Aging Nomad,
with one wooden leg,
makes his way up
to Winnipeg.
Here in Canada
winter returns,
the night is pitch black
but the moon still burns.
An aging crow
in perilous flight
lost a wing
to the wind’s might.
A doe with buckshot
sprayed in her side
hobbled three days
through the woods and died.
Would that whisky
alone could warm
Nomad against
the impending storm.
Decades pass
yet one never learns
why night is pitch black
though the moon burns.
Out of these years
what does one gain
but fevers and a lack
to augment the pain?
Pain upon pain
with nothing to assuage
the toil and rack
administered to age.
* * *
Одноногий бродяга
скитаться привык,
на Виннепег
держит путь старик.
Здесь, в Канаде,
уже лютует зима,
и ночью ни зги,
хотя луна зажжена.
Старой вороне
порвало крыло,
с ветром сражаться
ей тяжело.
С дробью в боку
в лесу олениха
три дня прохромала,
упокоилась тихо.
Если бы только
виски спасал
от ненастья бродягу,
но и с этим обвал.
Годы проходят,
неувязка одна –
ночью ни зги,
хотя луна зажжена.
Что толку от десятков
прошедших лет?
лихорадку и боль
они не утолят…
Попытка лишь пытка,
не уняться боли,
годы плоть разъедают,
не хуже соли.
Wayne Pernu is an American poet who grew up in Minnesota and now lives in Portland, Oregon.

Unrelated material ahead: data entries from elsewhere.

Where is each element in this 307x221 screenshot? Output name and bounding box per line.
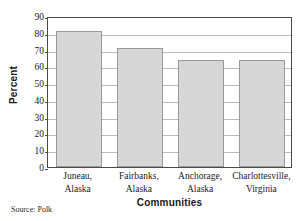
y-axis-tick-label: 80	[24, 28, 44, 40]
x-axis-tick-label: Anchorage,Alaska	[170, 170, 231, 195]
bar	[239, 60, 285, 167]
x-axis-tick-label-line: Fairbanks,	[108, 170, 169, 183]
x-axis-tick-label-line: Alaska	[47, 183, 108, 196]
y-axis-tick-label: 0	[24, 162, 44, 174]
x-axis-tick-label-line: Alaska	[108, 183, 169, 196]
y-axis-title: Percent	[7, 50, 21, 120]
x-axis-tick-label-line: Alaska	[170, 183, 231, 196]
x-axis-tick-label-line: Charlottesville,	[231, 170, 292, 183]
source-note: Source: Polk	[11, 205, 52, 215]
y-axis-tick-label: 90	[24, 11, 44, 23]
plot-area	[47, 17, 292, 168]
bar	[178, 60, 224, 167]
bar	[56, 31, 102, 167]
x-axis-title: Communities	[47, 196, 292, 209]
y-axis-tick-label: 70	[24, 45, 44, 57]
x-axis-tick-label: Fairbanks,Alaska	[108, 170, 169, 195]
y-axis-tick-label: 10	[24, 145, 44, 157]
y-axis-tick-label: 30	[24, 112, 44, 124]
y-axis-tick-label: 40	[24, 95, 44, 107]
y-axis-tick-label: 50	[24, 78, 44, 90]
y-axis-tick-labels: 0102030405060708090	[24, 11, 44, 169]
x-axis-tick-labels: Juneau,AlaskaFairbanks,AlaskaAnchorage,A…	[47, 170, 292, 196]
x-axis-tick-label: Juneau,Alaska	[47, 170, 108, 195]
bar	[117, 48, 163, 167]
bar-chart-figure: Percent 0102030405060708090 Juneau,Alask…	[0, 0, 307, 221]
bars-group	[48, 18, 291, 167]
y-axis-tick-label: 60	[24, 61, 44, 73]
x-axis-tick-label: Charlottesville,Virginia	[231, 170, 292, 195]
x-axis-tick-label-line: Juneau,	[47, 170, 108, 183]
x-axis-tick-label-line: Virginia	[231, 183, 292, 196]
y-axis-tick-label: 20	[24, 128, 44, 140]
x-axis-tick-label-line: Anchorage,	[170, 170, 231, 183]
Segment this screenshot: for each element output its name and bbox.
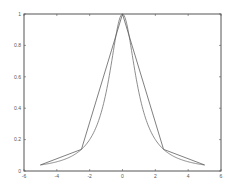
x-tick-label: 6 xyxy=(220,173,223,179)
x-tick-label: 0 xyxy=(121,173,124,179)
x-tick-label: 4 xyxy=(187,173,190,179)
y-tick-label: 0 xyxy=(18,168,21,174)
y-tick-label: 0.2 xyxy=(14,136,21,142)
x-tick-label: 2 xyxy=(154,173,157,179)
y-tick-label: 0.4 xyxy=(14,105,21,111)
x-axis-tick-labels: -6-4-20246 xyxy=(22,173,223,179)
y-tick-label: 0.8 xyxy=(14,42,21,48)
y-tick-label: 1 xyxy=(18,11,21,17)
line-chart: -6-4-20246 00.20.40.60.81 xyxy=(0,0,235,186)
x-tick-label: -4 xyxy=(55,173,60,179)
y-tick-label: 0.6 xyxy=(14,74,21,80)
plot-area xyxy=(24,14,221,171)
y-axis-tick-labels: 00.20.40.60.81 xyxy=(14,11,21,174)
x-tick-label: -2 xyxy=(87,173,92,179)
x-tick-label: -6 xyxy=(22,173,27,179)
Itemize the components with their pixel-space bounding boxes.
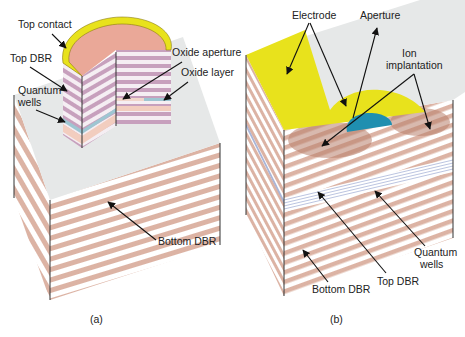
label-top-dbr-b: Top DBR — [377, 275, 419, 287]
label-quantum-wells-b-2: wells — [419, 258, 443, 270]
label-oxide-aperture: Oxide aperture — [172, 46, 242, 58]
label-aperture: Aperture — [360, 9, 400, 21]
panel-a: Top contact Top DBR Quantum wells Oxide … — [10, 17, 242, 325]
label-top-contact: Top contact — [18, 18, 72, 30]
caption-a: (a) — [90, 313, 103, 325]
label-quantum-wells-b-1: Quantum — [414, 246, 457, 258]
label-oxide-layer: Oxide layer — [181, 66, 235, 78]
label-quantum-wells-a-2: wells — [17, 96, 41, 108]
label-quantum-wells-a-1: Quantum — [18, 84, 61, 96]
label-bottom-dbr-a: Bottom DBR — [158, 235, 217, 247]
vcsel-diagram: Top contact Top DBR Quantum wells Oxide … — [0, 0, 465, 337]
panel-b: Electrode Aperture Ion implantation Quan… — [246, 0, 465, 325]
label-bottom-dbr-b: Bottom DBR — [312, 283, 371, 295]
label-ion-implantation-1: Ion — [402, 47, 417, 59]
caption-b: (b) — [330, 313, 343, 325]
label-electrode: Electrode — [292, 9, 337, 21]
mesa-cut-face — [116, 50, 171, 124]
quantum-well-layer-cut — [116, 106, 171, 111]
label-top-dbr-a: Top DBR — [10, 52, 52, 64]
label-ion-implantation-2: implantation — [386, 59, 443, 71]
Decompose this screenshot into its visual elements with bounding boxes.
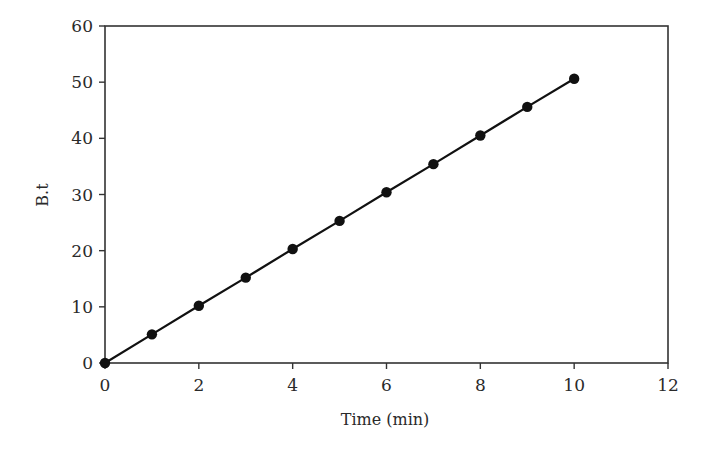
data-point-marker bbox=[194, 301, 204, 311]
data-point-marker bbox=[569, 74, 579, 84]
data-series bbox=[100, 74, 580, 369]
data-point-marker bbox=[241, 272, 251, 282]
data-point-marker bbox=[287, 244, 297, 254]
x-tick-label: 0 bbox=[100, 375, 111, 395]
data-point-marker bbox=[100, 358, 110, 368]
data-point-marker bbox=[147, 329, 157, 339]
x-tick-label: 12 bbox=[657, 375, 679, 395]
y-tick-label: 0 bbox=[82, 353, 93, 373]
line-chart: 0102030405060 024681012 Time (min) B.t bbox=[0, 0, 713, 450]
data-point-marker bbox=[475, 130, 485, 140]
y-tick-label: 40 bbox=[71, 128, 93, 148]
data-point-marker bbox=[428, 159, 438, 169]
y-tick-label: 20 bbox=[71, 241, 93, 261]
data-point-marker bbox=[381, 187, 391, 197]
x-axis-label: Time (min) bbox=[341, 410, 430, 429]
data-point-marker bbox=[334, 216, 344, 226]
x-tick-label: 8 bbox=[475, 375, 486, 395]
x-axis-ticks: 024681012 bbox=[100, 363, 679, 395]
y-tick-label: 30 bbox=[71, 185, 93, 205]
x-tick-label: 6 bbox=[381, 375, 392, 395]
x-tick-label: 4 bbox=[287, 375, 298, 395]
y-axis-label: B.t bbox=[33, 183, 52, 207]
x-tick-label: 10 bbox=[563, 375, 585, 395]
y-axis-ticks: 0102030405060 bbox=[71, 16, 105, 373]
x-tick-label: 2 bbox=[193, 375, 204, 395]
y-tick-label: 60 bbox=[71, 16, 93, 36]
y-tick-label: 10 bbox=[71, 297, 93, 317]
y-tick-label: 50 bbox=[71, 72, 93, 92]
data-point-marker bbox=[522, 102, 532, 112]
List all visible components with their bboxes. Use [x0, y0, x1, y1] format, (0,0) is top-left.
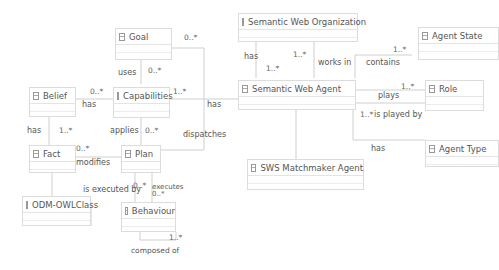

Marina Eskin was born in Leningrad (St. Petersburg). She is a physicist by training. Marina is the author of four books of poetry in Russian, her texts and translations appear in various print and online publications. She is a member of the editorial board of “Interpoesia” journal.
A book of wartime poems by Alexandr Kabanov, one of Ukraine’s major poets, fighting for the independence of his country by means at his disposal – words and rhymes.
Every character in these twenty-two interlinked stories is an immigrant from a place real or imaginary. (Magic realism/immigrant fiction.)
In this collection, Andrey Kneller has woven together his own poems with his translations of one of the most recognized and celebrated contemporary Russian poets, Vera Pavlova.
This collection, compiled, translated, and edited by poet and scholar Ian Probstein, provides Anglophone audiences with a powerful selection of Mandelstam’s most beloved and haunting poems.
Four teenagers grow inseparable in the last days of the Soviet Union—but not all of them will live to see the new world arrive in this powerful debut novel, loosely based on Anton Chekhov’s The Cherry Orchard.
A book of poems in Russian by Victor Enyutin (San Francisco, 1983). Victor Enyutin is a Russian writer, poet, and sociologist who emigrated to the US from the Soviet Union in 1975.